Can you spot when people twist the truth?
Why using EQ is important when recruiting
Given their training and experience of talking to a wide variety of different people, recruiters are expected to be better than the layperson at spotting a candidate's potential and at identifying lies and deception.
Plus, in the current economic crisis the drive to reduce the candidate cost per hire without impacting on quality, HR managers and recruiters have to demonstrate how their expertise will stop organisations losing money from poor restructuring and recruitment decisions.
With the recruitment industry estimating that the average recruitment cost, taken from the point of placing the advert to the candidate making a performance impact, is 2.5 times the candidate's salary, the cost to the organisation if a HR manager makes the wrong recruitment decision is significant.
Pulling the wool over the eyes of recruiters
Unfortunately, research by Marc-André Reinhard, Martin Scharmach, and Patrick Müller, suggests that recruiters are not any better at identifying those candidates who have the experience and potential to perform well in the job and those candidates who lie about their potential and experience to convince the recruiter they are the right person for the job.
Their research suggests that most recruiters are no better at spotting a candidate’s lies than a layperson.
Reinhard and his team conducted research which had 350 participants watch video clips of interviewees talking about jobs they have had, both fictional and real. Over a quarter of the participants had experience of interviewing at least once, while around 13 percent were considered experts. The rest had never conducted an interview before.
Each participant was tasked to identify in which clip the interviewees were telling the truth and in which they had made up stories about their jobs.
The results of the research showed that the participants, in general, were right only 52 percent of the time, almost by chance.
This finding is not new; it has been established in previous research that people are generally not good at identifying deceit.
Plus, research has continually shown that interviewing alone (especially unstructured interviews) are at worse no better than flipping a coin (right 50 percent of the time) and at best only right about 70 percent of the time.
What’s new from the research is the finding that even the so-called interview experts (recruiters) were not better at identifying lies than the layperson.
If a recruiter cannot identify which candidates were lying or managing their impressions during their selection interview, then the chances of making the wrong recruitment decision and the associated costs are obviously significantly increased.
The EBW View
Obviously, there is some criticism of this research. Reinhard and his colleagues admit that their research has limitations. The participants did not conduct a real interview and there was no interaction between them and the interviewees.
Plus, in some job roles (such as sales), a candidate who can manage their impression (put on a good impression perhaps rather than lie) will perform better than those who are not able to.
However, despite these limitations, the findings have major implications that those involved in the recruitment process should consider.
Recruiting personnel is expensive. It takes a lot of time and resources to conceptualise, write and distribute the job ad; sift through the applications received; make the initial contact with short-listed candidates; set up the selection process and conduct interviews and make the job offer.
Then, if you make the wrong decision because a candidate is managing their impression, that can cause your recruitment process to be very costly.
See the wood for the trees with Psychometrics
This is where a well validated cost effective psychometric such as the EBW can make a difference (see diagram).
EBW Global assessments are focused on identifying the Business Emotional Intelligence (Business EQ) of candidates.
This kind of intelligence - which is different from the IQ - is about people’s ability to manage their emotional drivers that affect their performance at work.
It is how individuals manage both themselves and others. This includes: how they make decisions, understanding why people behave the way they do and how to maximise their performance.
Research has shown that Emotional Intelligence at work is crucial to produce leaders and workers who will succeed in the workplace and more likely stay and develop within the organisation.
As well as measuring resilience, motivation, decision making etc, a major component of the EBW assessments is its Impression Management Tool (IMT) that reveals what candidates do not want the interviewer to know.
How engaged are they in the assessment process?
Is the candidate attempting to fix their assessment answers?
What kind of impression is the candidate trying to make?
Is the candidate being honest with themselves?
EBW Global Emotional Intelligence assessments ensures that recruiters are able to get under the skin of a candidate and discover how much candidates are managing their impressions.
It also provides bespoke "traffic lighted” questions, a structure to the interview and a step-by-step guide for interviewing for Business EQ and performance potential, ensuring a smarter use of time for busy recruiters & managers.
By focusing on candidate's Business EQ recruiters reduce the risk of not spotting those candidates who manage their impression during the recruitment process and will be more confident that they are selecting the right candidate for the role.
Reinhard, M., Scharmach, M., & Müller, P. (2013). It's not what you are, it's what you know: Experience, beliefs, and the detection of deception in employment interviews. Journal of Applied Social Psychology 43 (3), 467-479.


**Work request:**
From the line with "Find the location" to the final line of the data below, please write out every line exactly, with no pictures.

**Data to use:**
>>>>

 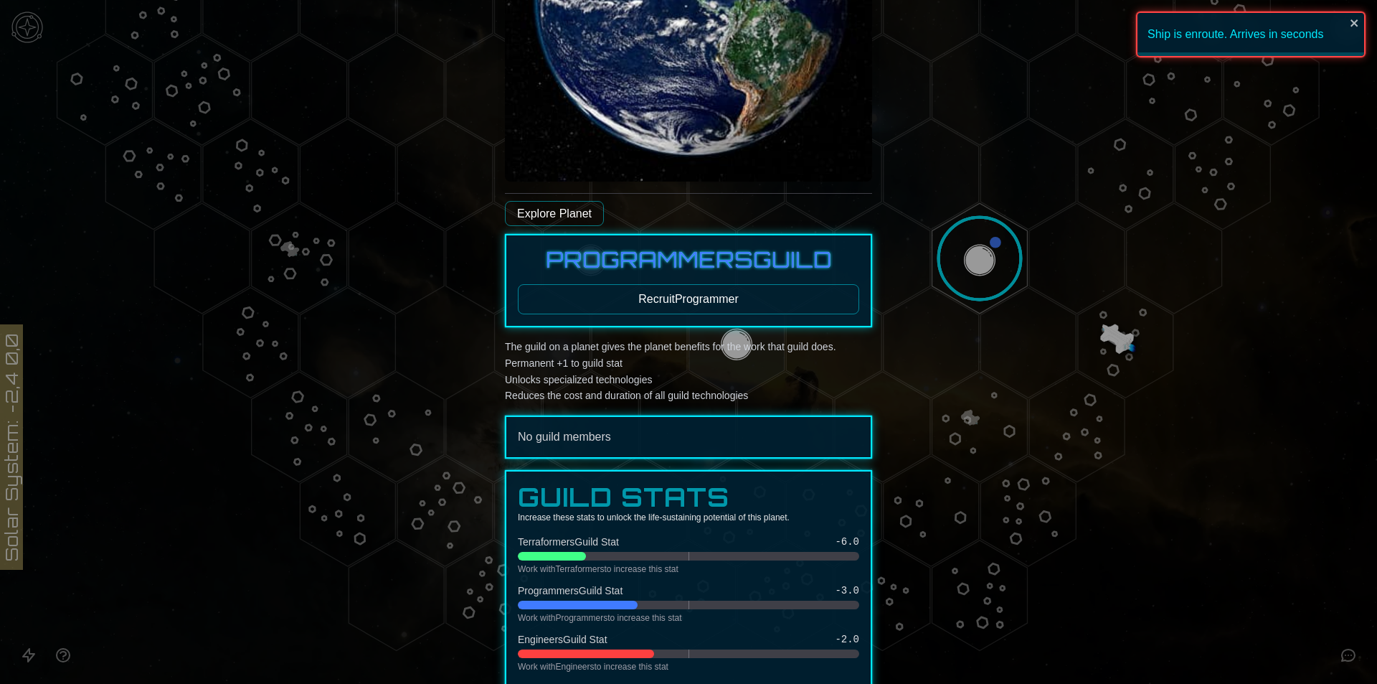 What do you see at coordinates (689, 569) in the screenshot?
I see `p: Work with Terraformers to increase this stat` at bounding box center [689, 569].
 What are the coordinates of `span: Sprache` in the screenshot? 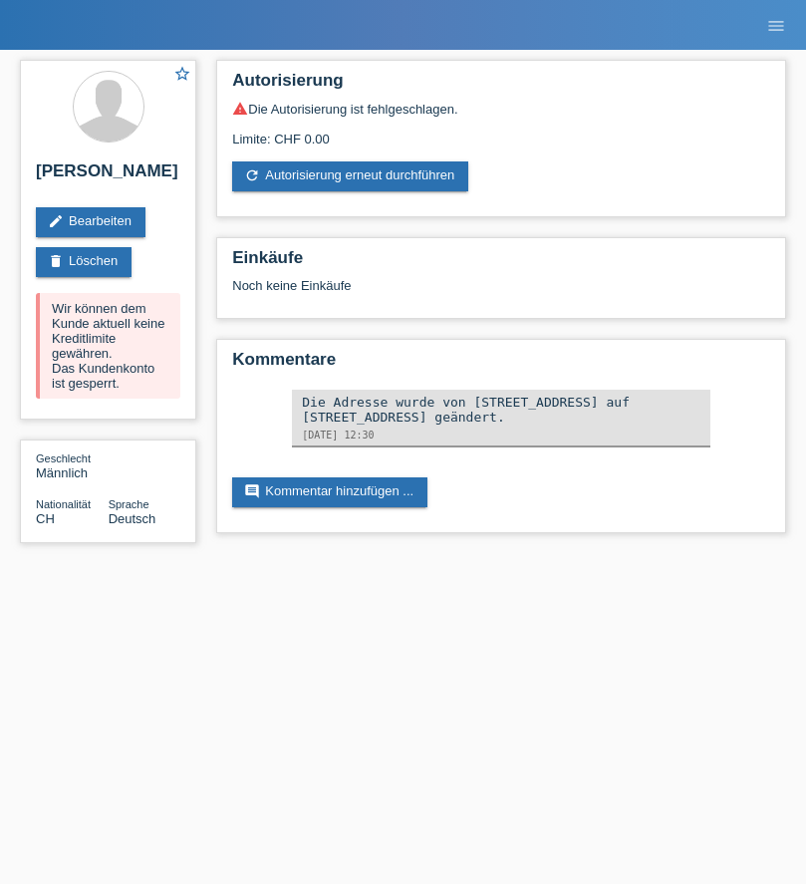 It's located at (129, 504).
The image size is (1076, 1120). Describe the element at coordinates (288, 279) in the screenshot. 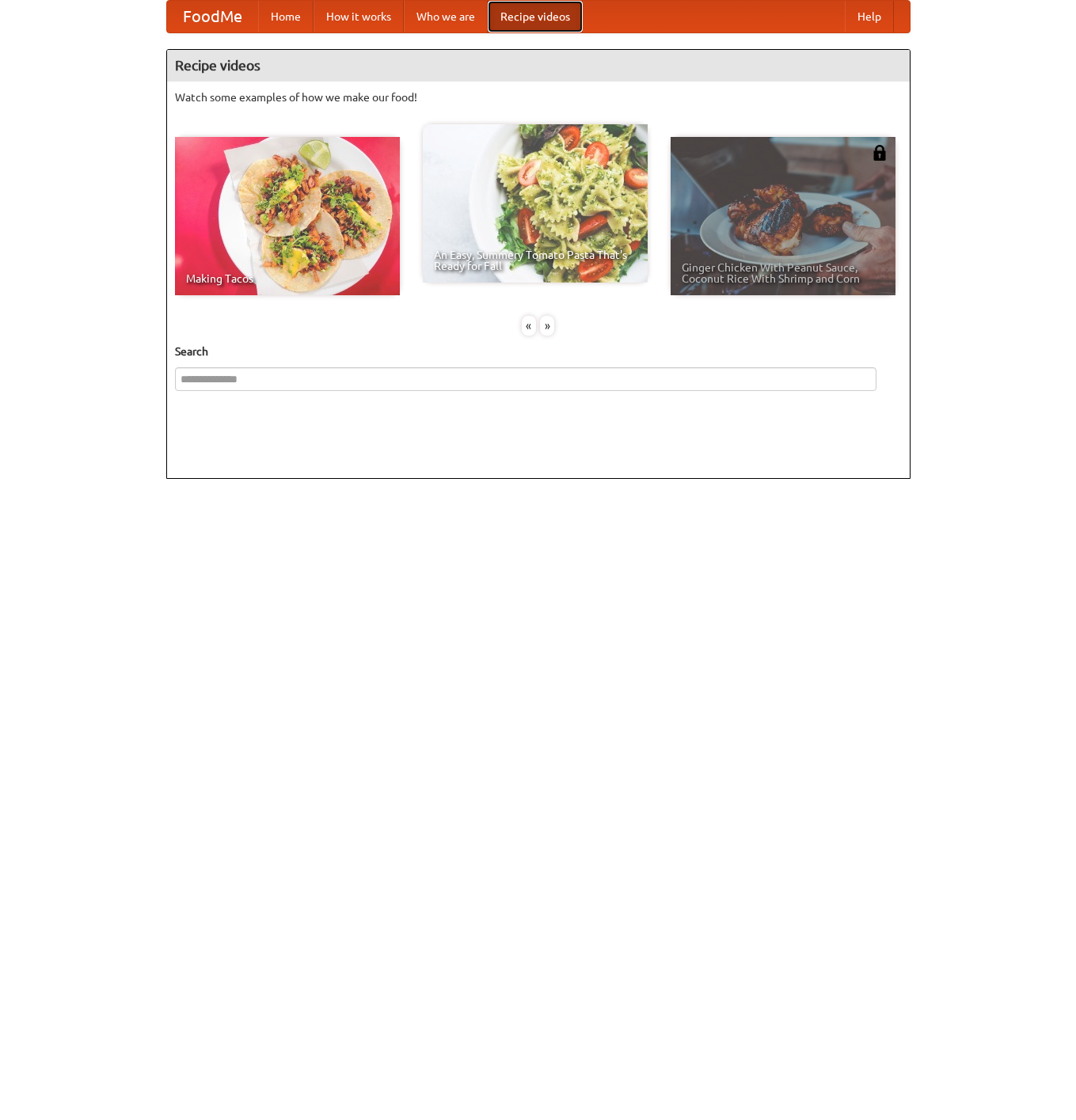

I see `span: Making Tacos` at that location.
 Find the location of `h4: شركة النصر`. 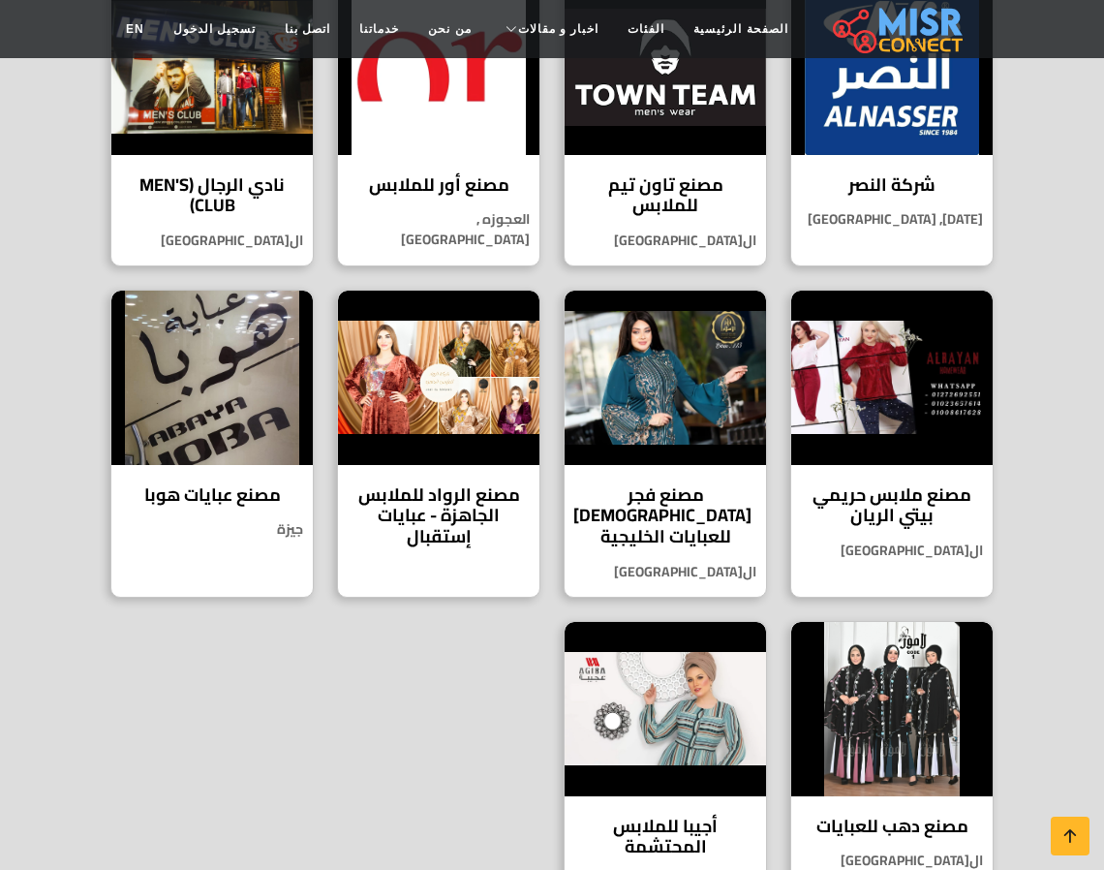

h4: شركة النصر is located at coordinates (892, 185).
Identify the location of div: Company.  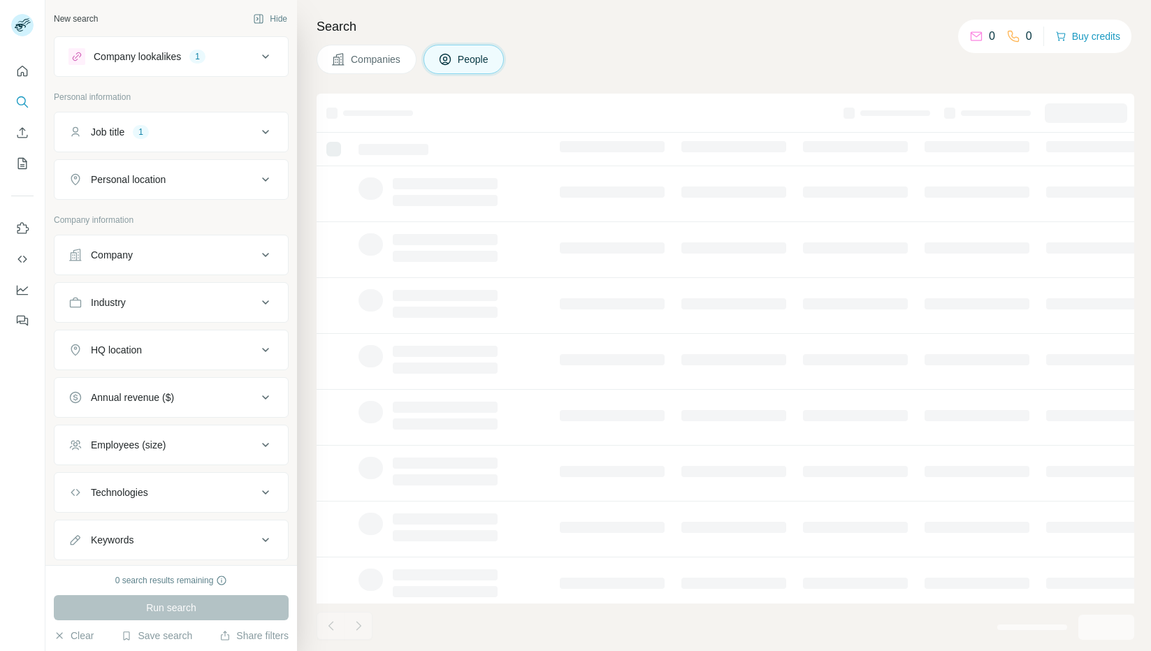
(112, 255).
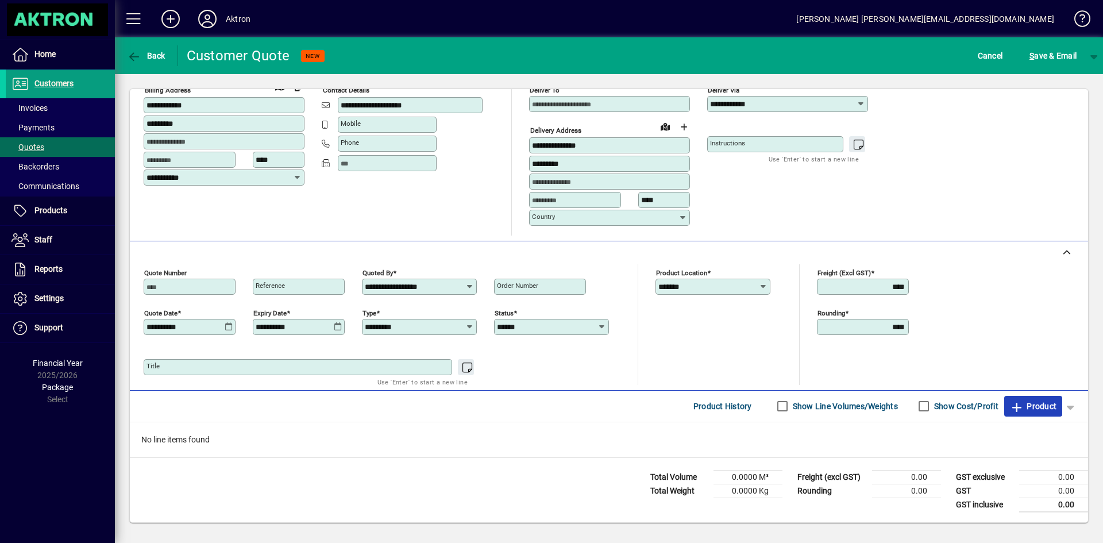 The width and height of the screenshot is (1103, 543). What do you see at coordinates (832, 477) in the screenshot?
I see `td: Freight (excl GST)` at bounding box center [832, 477].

<<<<

**Final answer:**
 Find the location of `h4: شركة النصر`. 

h4: شركة النصر is located at coordinates (892, 185).
Identify the location of div: Company.  
(112, 255).
 The width and height of the screenshot is (1103, 543). What do you see at coordinates (832, 477) in the screenshot?
I see `td: Freight (excl GST)` at bounding box center [832, 477].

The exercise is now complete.